Inez is always on schedule, making plans and demanding that Gil go along with her every whim. Gil, on the other hand, (at first anyway) is adjustable, willing to go along to get along, not a good beginning for a marriage. As if we did not have enough of insufferably shallow characters, however, (Allen's desultory persona is there in spirit), the director throws in old friends of Inez, Carol (Nina Arianda) and Paul (Michael Sheen), her pedant of a husband, who Inez used to have a relationship with. It is not a mystery why, after a few failed attempts at socialization and sightseeing, Gil insists on being alone to take walks at night to get his so-called creative juices flowing.

The conceit of the film is that Gil, while out walking at midnight, is picked up by an antique cab and enters a time warp, traveling back to Paris as it was in the Twenties, presumably an invigorating and exciting time to be alive when ex-patriot Americans and Europeans interacted with innovative artists, writers, and musicians in a Bohemian atmosphere. With an "Oh gee, Oh gosh, Oh golly" expression on his face, Gil meets and hangs out with F. Scott and Zelda Fitzgerald (Tom Hiddleston and Alison Pill), Ernest Hemingway (Corey Stoll), Cole Porter (Yves Heck), Pablo Picasso (Marial Di Fonzo Bo), Gertrude Stein (Kathy Bates), Salvador Dali (Adrien Brody) Luis Bunuel (Adrien de Van), all shown together like the director was testing the audience to "Name that Tune". Naturally, they are all so fascinated with the exotic Gil.

What could have been a wondrous and entrancing experience becomes a stupefying cliché in Allen's hands. The 1920 artists are mostly one-dimensional caricatures delivering "clever" dialogue without spontaneity or wit, except for Stoll's lively discussion with Gil, a scene that begins to show promise for the film's direction but is soon dropped. With some exception, most of the characters resemble the cardboard cutouts from Bill and Ted's Excellent Adventure. Hemingway, the macho man, talks about his war exploits and challenges Gil to a boxing match, Dali pounds his chest shouting "I am Dali! Dali!, Picasso feuds with his lovers and so forth on into the night. Meanwhile, Gil becomes smitten with Picasso's lover, the entrancing Adrianna (Marian Cotillard) and makes his return every night at midnight in the same vintage car.

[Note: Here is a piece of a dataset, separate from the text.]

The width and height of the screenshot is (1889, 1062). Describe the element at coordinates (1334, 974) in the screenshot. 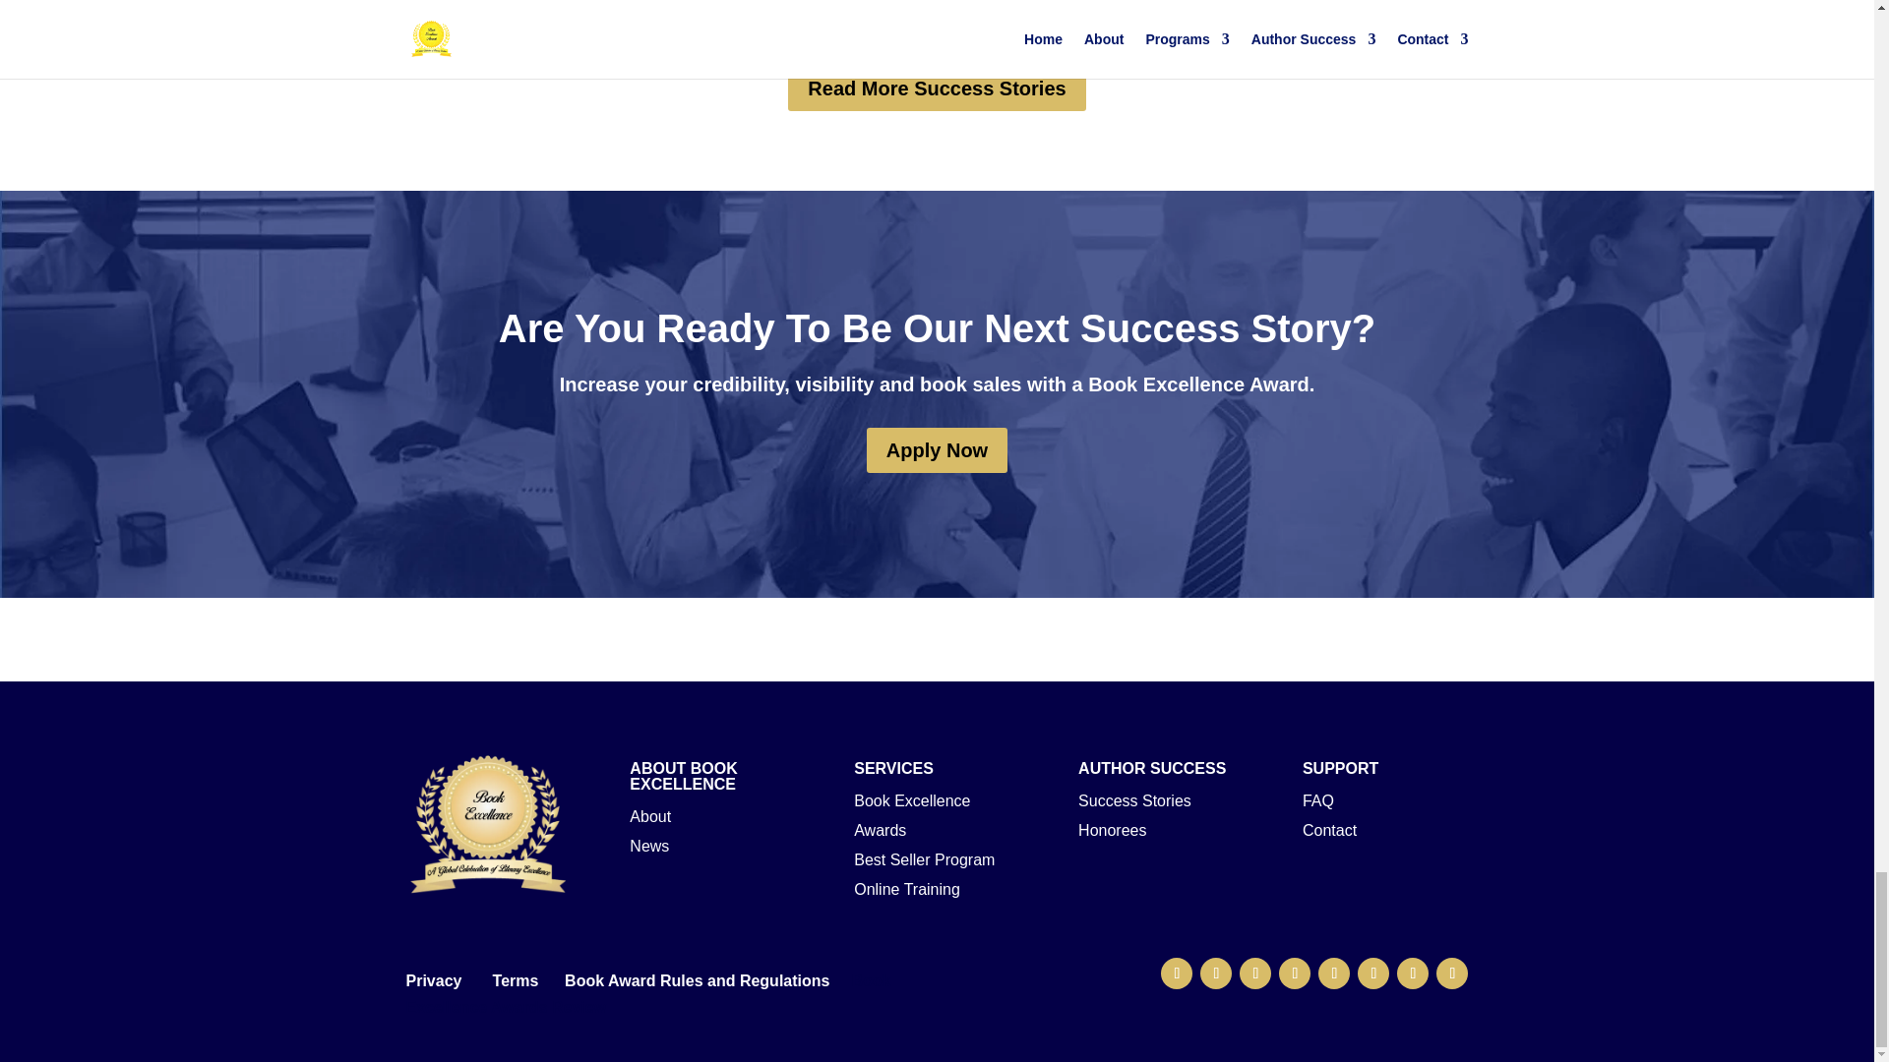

Gertrude Stein agrees to read and comment on Gil's novel about a nostalgia shop. What else would she do with her time? The film gives the impression that life in that era was one big party with important artists never doing any work, never feeling lonely and depressed, and never seeking the quiet places, suitable for reflection and serious thinking. Of course, Adrianna isn't satisfied with the glorious Twenties and travels with Gil further back in time to the "Belle Époque" of the 90s. If all of this sounds superficial and dull rather than full of mystery and fun, it's because it is. Allen has nothing meaningful to say about the human condition, witness his philosophy from Match Point that posits that life is all about luck and little else.

His facile message here is that we should appreciate our present circumstances rather than long for something unattainable, (especially if we live in the lap of luxury as do most of Allen's characters). This is a worthy if banal message but it is lost on Gil whose actions on returning to present time negate whatever value the message might have offered. Traveling to a distant time should have a calming effect such as in Rod Serling's Twilight Zone episode from Season 1 called "A Stop at Willoughby" where a train stops in 1888, allowing a harried businessman to experience an illuminated world filled with simplicity and serenity, qualities nowhere to be found in Midnight in Paris, a film about as magical as shopping at Walmart.